商品簡介
The past few decades have seen growing interest in the study of the body, not least thanks to Michel Foucault's historical studies of medicine in the 1970s, which inspired the initial development of the contemporary study of the human body. However, the increasing number of exciting and influential publications has primarily, if not exclusively, focused on the body in Western cultures. The various works produced by Asian scholars remain largely unknown to Western academic debates even though Asia is home to a host of rich body cultures and religions. The peoples of Asia have experienced colonization, decolonization, and now globalization, all of which make the "body in Asia" a rewarding field of research. This volume is unique, as it brings together into a single volume a number of scholars who work on East, Southeast and South Asia and presents original and cutting-edge research on the body in various Asian cultures.
作者簡介
Bryan S. Turner was Professor of Sociology at the University of Cambridge and is currently Professor of Sociology in the Asia Research Institute, National University of Singapore. He is the leading researcher of the cluster on religion and globalization, and is currently writing a three volume study of the sociology of religion for Cambridge University Press. He is the founding editor of the journal Body & Society (with Mike Featherstone), and his publications include the Dictionary of Sociology (CUP, 2006) and Vulnerability and Human Rights (Penn State University Press, 2006). Zheng Yangwen received her Ph.D. from the University of Cambridge in 2001. She taught at the University of Pennsylvania and the National University of Singapore before joining the University of Manchester as a Lecturer. She is the author of The Social Life of Opium in China (CUP, 2005), editor of Personal Names in Asia: History, Culture and Identity (with Charles J-H Macdonald, National University of Singapore Press, 2009) and of Negotiating Asymmetry: China's Place in Asia (with Anthony Reid, National University of Singapore Press, 2009).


- _Description of the task_:
From the entries that follow, extract each line holding the string "Geopolitical".

- _Material to process_:

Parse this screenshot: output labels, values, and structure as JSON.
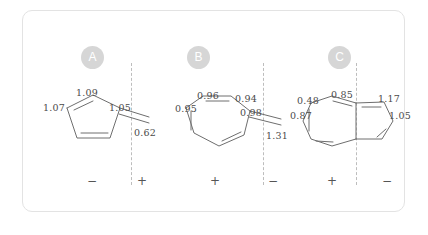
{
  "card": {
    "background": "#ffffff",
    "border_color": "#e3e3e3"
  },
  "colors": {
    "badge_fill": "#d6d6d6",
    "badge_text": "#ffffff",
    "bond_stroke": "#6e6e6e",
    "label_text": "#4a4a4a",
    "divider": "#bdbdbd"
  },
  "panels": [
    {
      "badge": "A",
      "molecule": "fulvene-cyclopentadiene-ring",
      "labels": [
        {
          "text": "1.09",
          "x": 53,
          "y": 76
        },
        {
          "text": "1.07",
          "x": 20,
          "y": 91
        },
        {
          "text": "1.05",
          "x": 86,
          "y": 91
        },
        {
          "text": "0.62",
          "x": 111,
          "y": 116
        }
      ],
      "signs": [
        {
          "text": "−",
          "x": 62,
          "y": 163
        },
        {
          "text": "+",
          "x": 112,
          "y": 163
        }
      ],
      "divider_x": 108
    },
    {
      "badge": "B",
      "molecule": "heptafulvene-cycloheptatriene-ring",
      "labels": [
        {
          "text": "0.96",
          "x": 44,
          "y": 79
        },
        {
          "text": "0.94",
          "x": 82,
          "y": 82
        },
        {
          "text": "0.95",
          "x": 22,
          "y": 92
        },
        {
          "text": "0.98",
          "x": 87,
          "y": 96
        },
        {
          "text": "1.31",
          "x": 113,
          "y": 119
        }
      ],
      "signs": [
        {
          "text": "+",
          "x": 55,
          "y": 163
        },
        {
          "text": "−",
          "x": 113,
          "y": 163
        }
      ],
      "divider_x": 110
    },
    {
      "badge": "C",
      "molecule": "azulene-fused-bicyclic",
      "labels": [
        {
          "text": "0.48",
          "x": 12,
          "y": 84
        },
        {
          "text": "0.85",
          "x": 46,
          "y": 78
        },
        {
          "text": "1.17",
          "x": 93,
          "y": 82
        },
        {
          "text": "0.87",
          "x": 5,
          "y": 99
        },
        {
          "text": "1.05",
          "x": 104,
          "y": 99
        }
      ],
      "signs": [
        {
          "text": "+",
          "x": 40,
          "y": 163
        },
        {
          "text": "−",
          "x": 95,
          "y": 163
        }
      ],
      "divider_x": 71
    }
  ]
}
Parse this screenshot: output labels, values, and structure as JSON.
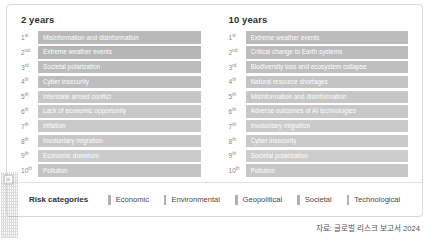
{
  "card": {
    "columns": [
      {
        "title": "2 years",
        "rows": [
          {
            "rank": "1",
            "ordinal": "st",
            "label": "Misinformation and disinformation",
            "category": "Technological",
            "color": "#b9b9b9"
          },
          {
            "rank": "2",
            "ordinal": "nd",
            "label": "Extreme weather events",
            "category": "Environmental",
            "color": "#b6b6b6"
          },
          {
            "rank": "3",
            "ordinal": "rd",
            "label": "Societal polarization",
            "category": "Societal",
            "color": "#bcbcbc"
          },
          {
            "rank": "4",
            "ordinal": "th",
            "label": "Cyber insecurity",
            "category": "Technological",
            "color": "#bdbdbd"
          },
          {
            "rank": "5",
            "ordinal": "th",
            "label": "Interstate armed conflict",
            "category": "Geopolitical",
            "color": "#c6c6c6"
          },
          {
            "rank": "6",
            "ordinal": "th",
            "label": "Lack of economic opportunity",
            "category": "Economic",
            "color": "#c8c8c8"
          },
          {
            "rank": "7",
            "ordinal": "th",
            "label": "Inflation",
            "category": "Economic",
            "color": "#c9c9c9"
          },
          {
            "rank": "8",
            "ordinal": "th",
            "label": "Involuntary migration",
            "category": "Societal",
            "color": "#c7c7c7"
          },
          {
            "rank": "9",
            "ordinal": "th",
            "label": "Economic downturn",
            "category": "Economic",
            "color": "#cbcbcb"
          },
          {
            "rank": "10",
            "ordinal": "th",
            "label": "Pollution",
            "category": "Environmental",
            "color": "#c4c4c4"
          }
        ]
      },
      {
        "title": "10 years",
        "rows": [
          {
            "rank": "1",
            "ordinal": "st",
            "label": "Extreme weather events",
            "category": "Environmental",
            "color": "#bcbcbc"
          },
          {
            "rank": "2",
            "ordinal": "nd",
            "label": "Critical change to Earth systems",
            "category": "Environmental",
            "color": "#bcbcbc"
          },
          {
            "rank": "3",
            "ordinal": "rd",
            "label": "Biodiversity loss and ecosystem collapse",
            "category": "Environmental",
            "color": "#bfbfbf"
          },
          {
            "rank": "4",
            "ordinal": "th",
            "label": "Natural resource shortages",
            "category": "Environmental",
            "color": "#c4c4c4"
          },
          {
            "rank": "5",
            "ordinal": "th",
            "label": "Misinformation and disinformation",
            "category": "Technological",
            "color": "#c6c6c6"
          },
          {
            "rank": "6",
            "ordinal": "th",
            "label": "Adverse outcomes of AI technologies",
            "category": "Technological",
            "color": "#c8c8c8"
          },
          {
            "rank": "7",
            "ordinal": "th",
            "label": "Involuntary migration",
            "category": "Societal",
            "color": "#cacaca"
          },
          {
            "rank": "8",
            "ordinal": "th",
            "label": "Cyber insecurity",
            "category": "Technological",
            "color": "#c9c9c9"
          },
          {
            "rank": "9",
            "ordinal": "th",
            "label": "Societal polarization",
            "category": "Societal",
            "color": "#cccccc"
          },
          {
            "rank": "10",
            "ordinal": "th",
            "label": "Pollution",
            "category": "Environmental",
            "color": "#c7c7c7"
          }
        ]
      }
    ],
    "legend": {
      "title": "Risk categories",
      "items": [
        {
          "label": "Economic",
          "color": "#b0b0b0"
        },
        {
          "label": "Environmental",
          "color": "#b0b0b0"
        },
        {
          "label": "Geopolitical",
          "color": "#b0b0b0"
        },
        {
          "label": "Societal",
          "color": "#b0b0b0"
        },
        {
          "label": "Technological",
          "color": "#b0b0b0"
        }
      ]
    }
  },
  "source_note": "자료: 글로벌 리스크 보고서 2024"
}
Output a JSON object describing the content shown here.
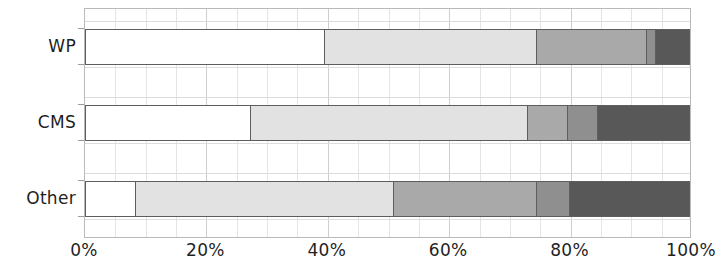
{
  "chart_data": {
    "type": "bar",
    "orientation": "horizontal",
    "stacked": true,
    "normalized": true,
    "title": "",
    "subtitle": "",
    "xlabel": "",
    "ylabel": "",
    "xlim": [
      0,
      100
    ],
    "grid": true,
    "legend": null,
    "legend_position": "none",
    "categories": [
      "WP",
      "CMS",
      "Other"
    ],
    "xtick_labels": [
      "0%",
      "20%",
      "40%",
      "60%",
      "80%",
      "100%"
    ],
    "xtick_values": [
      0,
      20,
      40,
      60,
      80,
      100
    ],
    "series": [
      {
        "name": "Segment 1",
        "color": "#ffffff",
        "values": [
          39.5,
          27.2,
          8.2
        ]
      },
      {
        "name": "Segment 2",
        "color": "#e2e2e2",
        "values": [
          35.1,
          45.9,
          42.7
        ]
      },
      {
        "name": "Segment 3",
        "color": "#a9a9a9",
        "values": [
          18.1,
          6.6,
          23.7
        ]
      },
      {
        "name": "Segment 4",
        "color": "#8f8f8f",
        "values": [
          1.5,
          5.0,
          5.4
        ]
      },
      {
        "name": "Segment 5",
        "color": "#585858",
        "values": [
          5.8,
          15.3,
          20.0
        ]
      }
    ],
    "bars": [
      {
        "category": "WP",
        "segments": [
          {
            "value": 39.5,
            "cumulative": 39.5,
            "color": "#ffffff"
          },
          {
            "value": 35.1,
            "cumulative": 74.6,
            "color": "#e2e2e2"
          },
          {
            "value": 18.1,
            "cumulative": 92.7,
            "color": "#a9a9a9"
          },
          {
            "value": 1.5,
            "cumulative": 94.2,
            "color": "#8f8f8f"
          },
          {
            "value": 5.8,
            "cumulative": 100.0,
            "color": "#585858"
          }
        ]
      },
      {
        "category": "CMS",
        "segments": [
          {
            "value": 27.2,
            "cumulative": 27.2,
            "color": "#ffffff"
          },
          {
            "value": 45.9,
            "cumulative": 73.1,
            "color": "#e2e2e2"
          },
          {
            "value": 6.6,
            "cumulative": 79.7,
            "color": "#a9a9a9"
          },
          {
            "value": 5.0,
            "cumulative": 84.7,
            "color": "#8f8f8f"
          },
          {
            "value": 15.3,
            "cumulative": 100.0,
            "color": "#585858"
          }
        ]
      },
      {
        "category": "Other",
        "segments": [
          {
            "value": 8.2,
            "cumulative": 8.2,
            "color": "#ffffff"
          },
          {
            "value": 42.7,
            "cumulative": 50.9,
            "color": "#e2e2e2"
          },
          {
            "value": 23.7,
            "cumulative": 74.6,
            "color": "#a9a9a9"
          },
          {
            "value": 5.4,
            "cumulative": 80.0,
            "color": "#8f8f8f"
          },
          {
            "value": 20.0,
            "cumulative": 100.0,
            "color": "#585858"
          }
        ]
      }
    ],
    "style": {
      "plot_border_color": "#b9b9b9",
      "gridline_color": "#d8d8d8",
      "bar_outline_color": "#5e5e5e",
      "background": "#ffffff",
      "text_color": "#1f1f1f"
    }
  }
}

- _Output_:
            "category": "Geopolitical",
          "label": "Geopolitical",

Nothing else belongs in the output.